The filling turned out a little soft, even though I let it cook for a bit longer so maybe I should have added more oatmeal but possibly it was the sausage mince was too fatty.




Ah well, they taste nice and one half of the mix is curried so there's a bit more variety :)! Shame the poor light doesn't make them look as good as they taste.

Cheers, Rob xo.


2 Apr 2013

Mystery Box reveal

Well, I finally had time to play with what was in the mystery box. The dyes, scent and cocoa butter and the sphere mold in the last picture.
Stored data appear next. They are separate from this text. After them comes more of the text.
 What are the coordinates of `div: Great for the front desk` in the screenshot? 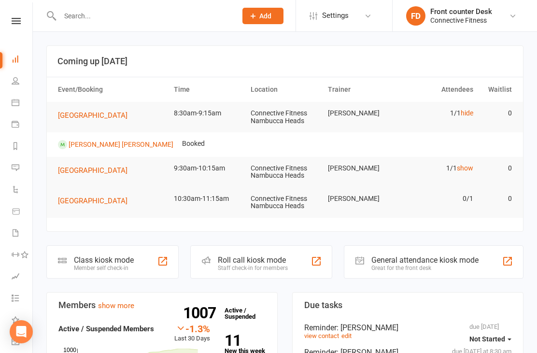 It's located at (425, 268).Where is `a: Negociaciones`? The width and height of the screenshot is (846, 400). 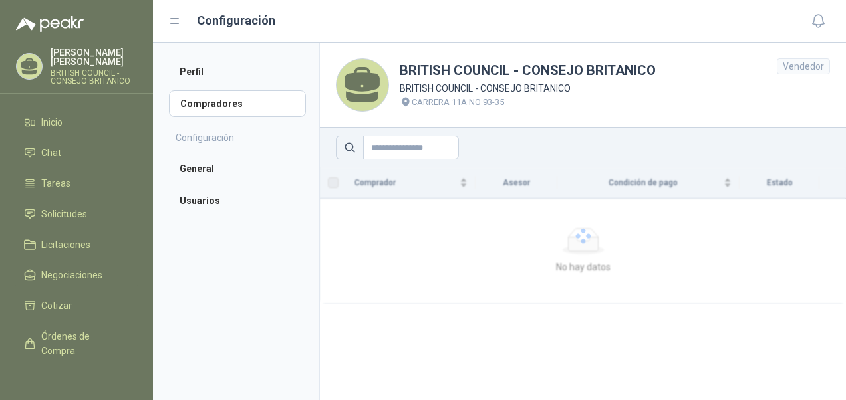 a: Negociaciones is located at coordinates (77, 275).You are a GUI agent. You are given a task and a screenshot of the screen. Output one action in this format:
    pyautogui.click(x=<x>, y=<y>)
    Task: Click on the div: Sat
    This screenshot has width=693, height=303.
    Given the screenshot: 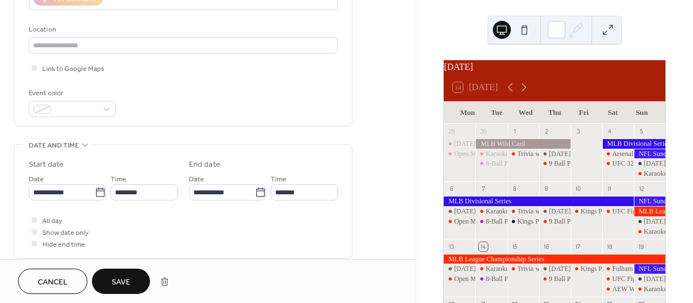 What is the action you would take?
    pyautogui.click(x=613, y=113)
    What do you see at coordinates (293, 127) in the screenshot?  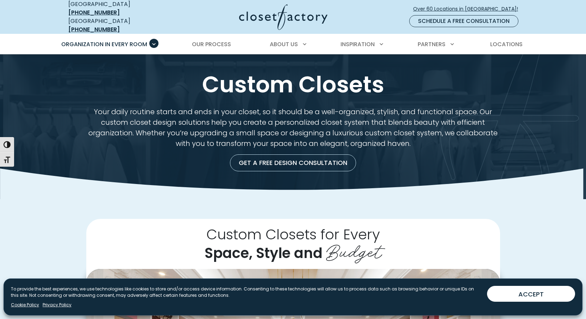 I see `p: Your daily routine starts and ends in your closet, so it should be a well-organized, stylish, and...` at bounding box center [293, 127].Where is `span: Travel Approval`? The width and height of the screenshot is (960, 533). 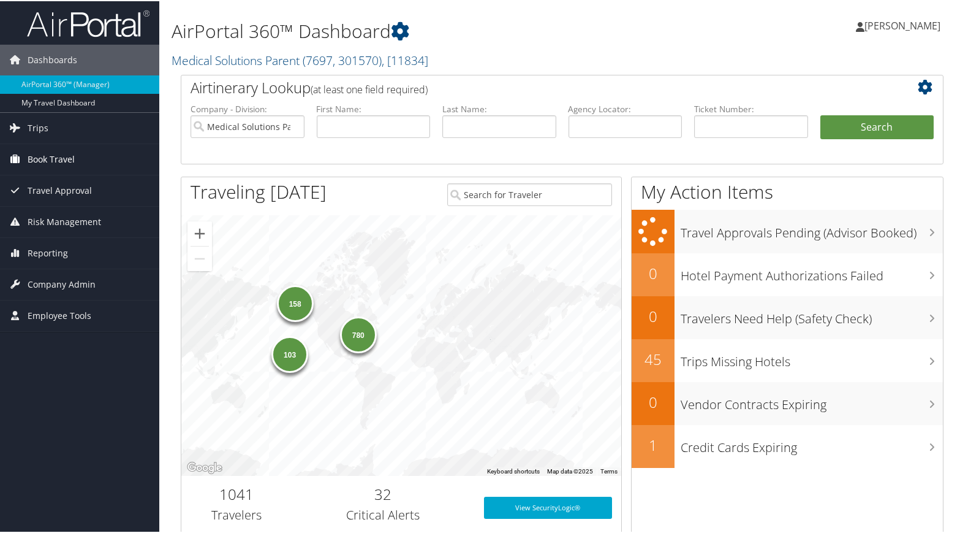 span: Travel Approval is located at coordinates (59, 189).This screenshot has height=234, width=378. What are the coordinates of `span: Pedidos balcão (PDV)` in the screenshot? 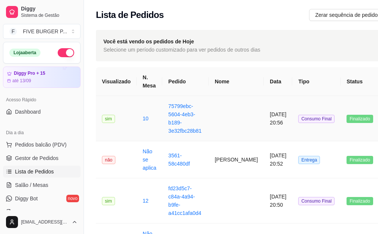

 I'll obviously need more practice and there's more than one way to do this but I'm happy with how the first try turned out :). I painted the inside of the molds and poured the warm soap into them. Had a mild panic attack when the pigments bled and I could see colour in the bottom of the soap but it subsided as they cooled. The dragonflies are supposed to be purple with pale yellow wings! Need to do more research/experimenting in that department! Maybe colouring the soap mix is the thing to do.
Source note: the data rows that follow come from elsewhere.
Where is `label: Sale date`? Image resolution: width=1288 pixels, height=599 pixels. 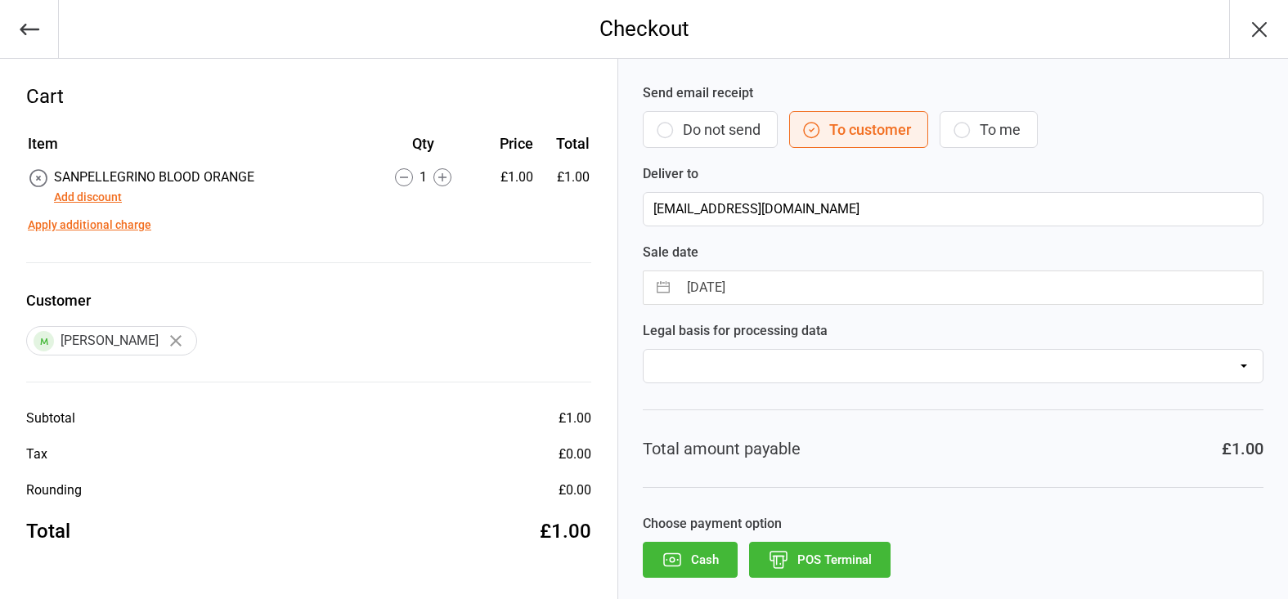 label: Sale date is located at coordinates (952, 253).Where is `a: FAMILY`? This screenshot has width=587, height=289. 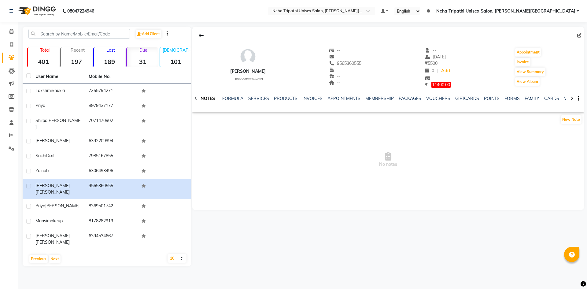
a: FAMILY is located at coordinates (532, 98).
The soaps on ropes should be nice and hard by Christmas and I can hand paint them with the pigments before then and give as gifts, except the defective one! I'll have to trial the painted soap to see if they run and how much. As they are approved cosmetic pigments they are deemed safe but a soap which colours the bathwater may cause a ruckus with one mother I know so uncoloured soaps will be the solution there. The ones below are cocoa butter soaps and those next to the mold,  are ordinary olive and rice bran oil soaps - before trimming.


All these are scented to some degree with cinnamon leaf oil as it has anti-fungal and anti-bacterial properties. There's probably not enough to be an effective germ solution when washing but I was more concerned with the soap itself going off as, unlike commercial soap, there are no preservatives in this. Cinnamon is also an inhalant for colds and more appealing than tea tree or eucalyptus so it will serve multiple purposes in the soap.



I'll continue to experiment with my soapmaking with scents, colours and molds but the standard will always be Rhonda's recipe on the DTE blog . I have used soap made from Rhonda's recipe for washing dishes, making laundry wash and washing myself, including my hair, and it has never failed me. Sometimes basic is best even if variations are good for a change :)!